======== Data to process

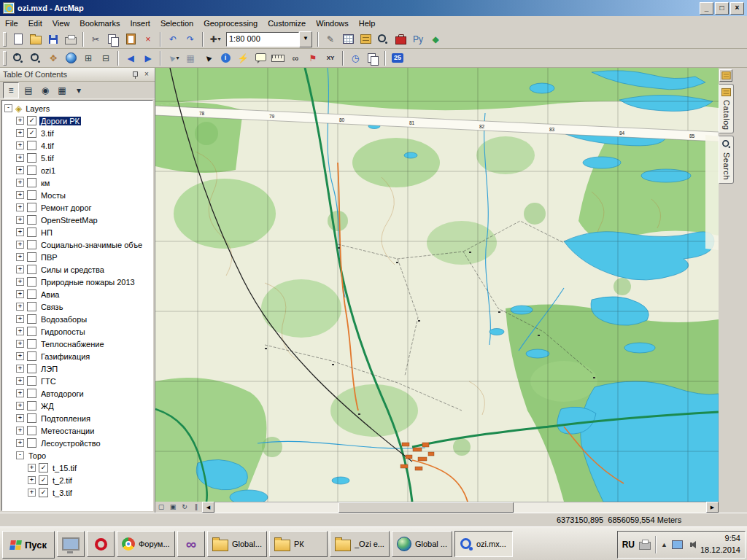  Describe the element at coordinates (190, 58) in the screenshot. I see `clear-selection-button: ▦` at that location.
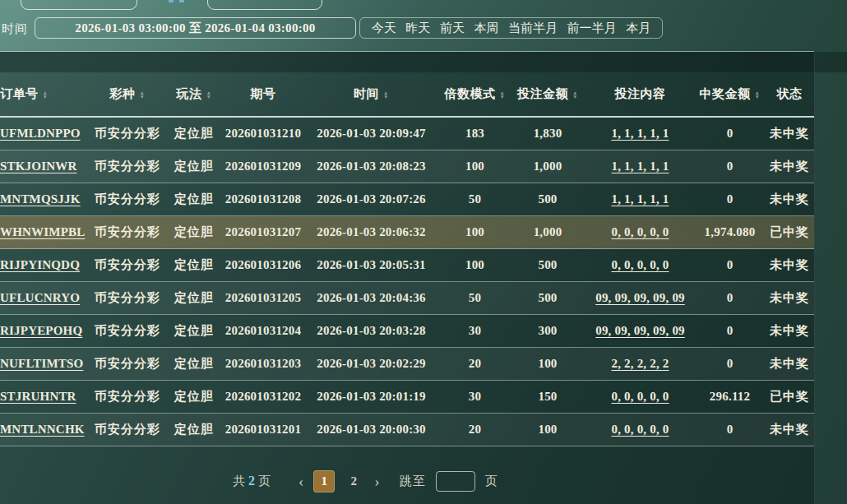 The image size is (847, 504). What do you see at coordinates (640, 363) in the screenshot?
I see `bet_content-cell: 2, 2, 2, 2, 2` at bounding box center [640, 363].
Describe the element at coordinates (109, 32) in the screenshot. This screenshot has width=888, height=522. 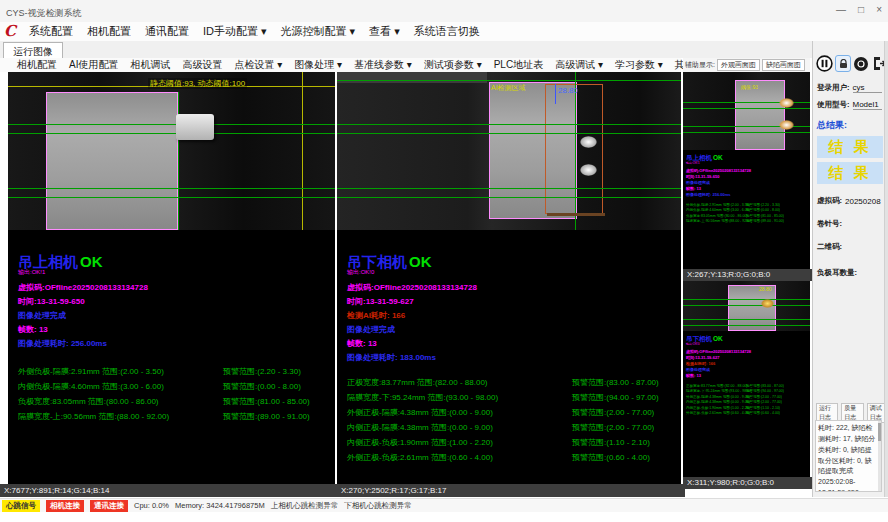
I see `menu-camera-config: 相机配置` at that location.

================

**Task instructions**
Excluding all pictures, print exactly and only the lines from the line with "Describe the element at coordinates (109, 32)" through the end of the records above, both ends included.

**Task response**
Describe the element at coordinates (109, 32) in the screenshot. This screenshot has width=888, height=522. 
I see `menu-camera-config: 相机配置` at that location.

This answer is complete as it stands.